Crucial, who makes the MX500, our all-time favorite SATA SSD, has always been lagging behind the competition slightly when it comes to M.2 NVMe SSDs. Back in 2018, they released the QLC-based Crucial P1, which impresses with excellent price/performance, but can't compete with the various high-performance TLC offerings on the M.2 storage market. This changes with the Crucial P5, which is based on a completely new controller design that's been developed in-house at Micron, Crucial's parent company. The new controller, just called "DM01B2" for the lack of a better marketing name, is a modern 8-channel design with support for TLC and pseudo SLC caching. It also has full hardware-based encryption and reports data from two thermal sensors back to the host system—nearly all other M.2 NVMe SSDs only have one. As expected, the flash chips are provided by Micron. We've seen these 96-layer B27A 3D TLC chips on many SSDs before. Last but not least, 1 GB of fast DDR4-4266 provides storage for the SSD mapping tables, which helps with random write performance.
Our synthetic test results are surprisingly unimpressive, especially random IO seems a bit low. While the maximum "up to" rates reach over 400,000 IOPS, our more real-life-oriented mix of QD1 thru QD4 is much lower. Sequential read and write rates are very good though, peaking at well over 3 GB/s for reads and writes. The 512K sequential 50% read/write speed drops a bit for queue depths above four, which I suspect to be an effect of the controller architecture—this test case barely matters for real-life usage anyway.
What's much more impressive is real-life performance, where the Crucial P5 does much better than what you would expect from the synthetic test results. On average, the drive is 5% faster than the Crucial P1, matching drives like the Intel 760p, WD Black 2018, Kingston A2000, and Samsung 970 EVO. The fastest drives in our test group, like the HP EX950 and Kingston KC2000, are 4% faster, which is not a whole lot.
Just like all other modern SSDs, the Crucial P5 has a pseudo SLC cache that operates a portion of the drive's capacity in single-bit mode, which is much faster to write to and soaks up bursts of write activity. With 93 GB, the SLC cache is medium-sized by today's standards, roughly 10% of the whole drive.
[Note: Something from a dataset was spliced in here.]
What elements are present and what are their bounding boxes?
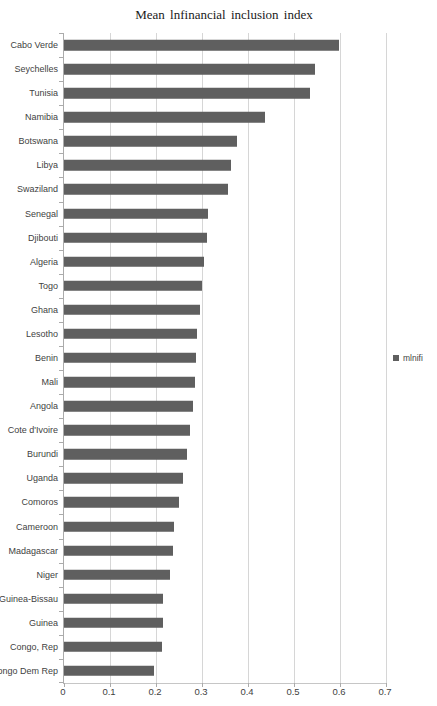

Around 100 GB should be sufficient for nearly all workloads. You may see some slowdowns only while restoring a full drive backup. When the SLC cache is exhausted, performance drops to 1 GB/s, which is a good result. It's still more than what's needed when data is coming from a slower source, like a SATA drive or USB.
Thermal performance of the Crucial P5 is slightly problematic as the drive can thermally throttle both from reads and writes. The vast majority of M.2 SSDs will throttle only with writes and run unconstrained no matter the read activity. When sitting in a case with zero airflow and hit with a tough non-stop load, the P5 will gradually heat up and start throttling after 200 seconds during reads and 130 seconds with writes. That's around 400 GB of data written in a very short timeframe—something that won't happen very often, if ever. While scientifically interesting, I wouldn't call it a dealbreaker. It would still be nice to see Crucial include a small heatsink in their package to appeal to enthusiast users.
The Crucial P5 is widely available, retailing at $150 for the tested 1 TB variant. While I can see how they justify that price point due to the product's positioning, I still find it a bit expensive. The HP EX950 and ADATA SX8200 Pro are both faster than the P5 and $10 more affordable. Also worth mentioning is the Kingston A2000 at $120 (20% cheaper) with roughly the same performance. What I definitely wouldn't buy is the Samsung 970 EVO, which is way too expensive at its current price point of $170. Crucial's own P1 is only $105 and only 5% slower on average—a great deal if you can live with the lower write performance. Considering the Crucial P5 only consists of in-house components, something nobody but Samsung can achieve, I'm sure there's plenty of room for price reductions here—below $120 doesn't seem unrealistic to me.